8 Girls Without BoyfriendsFeaturing Jamie Arfin, Leslie Dos Remedios, Jennifer Dowding, Aisha Sasha John, Julia Lederer, Caitlin McCarthy, Morgan Norwich and Alexandra Parravano. Written and directed by Johnnie and Courtney Jane Walker. Aug 27-30. 8pm. $15. Bread and Circus, 299 Augusta. 416-336-3399.
www.breadandcircus.ca.
Johnnie and Courtney Walker aren’t related, but they share unheard of influences in the post-narrative, post-process world of contemporary theatre.
“We’re music theatre junkies,” admits Courtney, as Johnnie espouses the virtues of West Side Story.
“I like plays. I like having a dramatic arc,” he admits. “I like characters, [ones] who talk to each other…”
Sure, but where’s the found text? The co-writers and directors of the second play at Bread and Circus this summer to star multiple girls and deal with sex, love and quarter-life ennui (the other was 36 Little Plays About Hopeless Girls), 8 Girls Without Boyfriends revels in a different sort of post-theatre. A dance solo homage to Chicago’s cellblock tango? Check. Snappy girl-on-girl retorts worthy of a Diablo Cody movie? Check. Musical solos that cross-check every performance trend in Toronto from electroclash to burlesque to stand-up comedy? You betcha.
Johnnie and Courtney met in Djanet Sears’ playwriting class at the University of Toronto. Courtney is the daughter of George F. Walker, and a contributing writer on TMN series The Line. Johnnie is a co-founder of Nobody’s Business Theatre Company, the artistic director of Boylesque T.O., and has written three full-length plays already. His last production was an acclaimed remount of Muhammad of Yorkville, his friendly, farcical play about the Muhammad cartoons as seen through the guise of contemporary art.
Today, he and his creative partner are talking about an equally culturally sensitive issue: getting dumped. The Walkers’ titular girls are strong, take-no-bullshit sirens, imitating the hilarious histrionics of Absolutely Fabulous and Annie Lennox with total abandon. And yet, what becomes of the broken-hearted? In one scene, a BFF advises her tearful friend to “stop dating assholes, start getting laid.” Though that sentiment has been tossed around the post-feminist landscape long enough to become a cliché, the creators link their play to something different, which they’ve both experienced: sob-choked phone calls from friends.
“When we started writing this play a year ago, nobody was getting dumped,” says Courtney. “But there was a period about four or five months ago when, for several of our friends, it was like Dumpfest 2009.”
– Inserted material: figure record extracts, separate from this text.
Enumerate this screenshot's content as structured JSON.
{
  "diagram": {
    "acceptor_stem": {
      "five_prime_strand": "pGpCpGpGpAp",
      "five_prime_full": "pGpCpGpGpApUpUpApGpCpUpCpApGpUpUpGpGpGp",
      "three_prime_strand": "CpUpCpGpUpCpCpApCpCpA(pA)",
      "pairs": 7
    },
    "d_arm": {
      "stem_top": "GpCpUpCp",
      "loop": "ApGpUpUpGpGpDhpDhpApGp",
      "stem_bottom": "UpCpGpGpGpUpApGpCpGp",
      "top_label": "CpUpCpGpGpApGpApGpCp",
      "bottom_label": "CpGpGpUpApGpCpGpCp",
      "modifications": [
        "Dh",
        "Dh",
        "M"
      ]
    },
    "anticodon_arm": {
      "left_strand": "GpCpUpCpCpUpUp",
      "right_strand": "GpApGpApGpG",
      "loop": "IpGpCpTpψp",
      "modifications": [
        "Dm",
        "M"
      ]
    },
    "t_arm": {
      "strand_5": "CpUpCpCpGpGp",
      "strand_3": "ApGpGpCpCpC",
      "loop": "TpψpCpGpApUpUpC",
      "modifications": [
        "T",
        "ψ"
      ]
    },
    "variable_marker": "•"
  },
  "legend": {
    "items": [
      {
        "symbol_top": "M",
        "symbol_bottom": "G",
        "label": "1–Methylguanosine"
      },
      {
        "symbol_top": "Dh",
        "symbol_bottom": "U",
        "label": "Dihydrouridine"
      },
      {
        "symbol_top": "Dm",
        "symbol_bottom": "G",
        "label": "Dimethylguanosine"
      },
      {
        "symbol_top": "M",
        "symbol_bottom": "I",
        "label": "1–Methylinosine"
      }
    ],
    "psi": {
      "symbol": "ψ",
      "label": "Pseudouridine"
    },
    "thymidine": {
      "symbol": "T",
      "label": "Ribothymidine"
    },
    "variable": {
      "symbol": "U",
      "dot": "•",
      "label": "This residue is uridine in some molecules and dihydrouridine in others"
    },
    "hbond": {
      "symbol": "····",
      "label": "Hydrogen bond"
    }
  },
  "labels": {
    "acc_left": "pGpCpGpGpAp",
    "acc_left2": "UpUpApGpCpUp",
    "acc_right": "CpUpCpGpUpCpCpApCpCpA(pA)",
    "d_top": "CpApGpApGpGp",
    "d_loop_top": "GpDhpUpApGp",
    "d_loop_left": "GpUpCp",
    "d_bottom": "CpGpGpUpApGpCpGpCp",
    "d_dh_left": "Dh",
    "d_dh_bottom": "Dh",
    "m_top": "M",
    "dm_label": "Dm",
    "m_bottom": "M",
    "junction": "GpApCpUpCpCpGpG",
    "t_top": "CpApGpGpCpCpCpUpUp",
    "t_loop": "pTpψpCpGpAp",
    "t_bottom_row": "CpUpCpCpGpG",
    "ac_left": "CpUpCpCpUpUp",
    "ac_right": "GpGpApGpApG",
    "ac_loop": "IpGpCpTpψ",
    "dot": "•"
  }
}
“Neither of us is a girl without a boyfriend,” says Johnnie, “so we are ‘appropriating voice.’ I’m, like, doing the show in girl face.”
Appropriating, they do: all the single ladies deal with same-sex crushes, arthritis attacks, abusive exes and which neighbourhood to hit up for casual sex. (The answer? “Richmond — it’s easier to tell which guys are straight.”) Yet underneath the girls’ cool attitudes is a performance of pain: eight showstoppers exactly, as each girl enacts a loss of love, ranging from Morgan Norwich’s raccoon-eyed performance artist (a sign chained around her neck reads “The performer is the girlfriend”), to Julia Lederer’s fierce slam poet.
The Walkers aren’t trying to make light of girls in emotional pain: the girls are their own. Johnnie insists the laughs come from a real and all-too-relatable place, including a revision of his own “coming-out bake sale.” He proposes a sequel called “8 Guys Who Don’t Deserve Girlfriends,” though it would, arguably, be harder to write.
“I think I find it more difficult to write a good male role,” he says, as a playwright in a long but rare line of male playwrights who prefer to write for women. “I grew up among a lot of strong women; I’ve always had a lot of female friends. I don’t understand that Jerry Lewis/Christopher Hitchens ‘women aren’t funny’ philosophy, because I always find women much funnier. I have a lot of respect for women. I really like them better than men in a lot of ways.”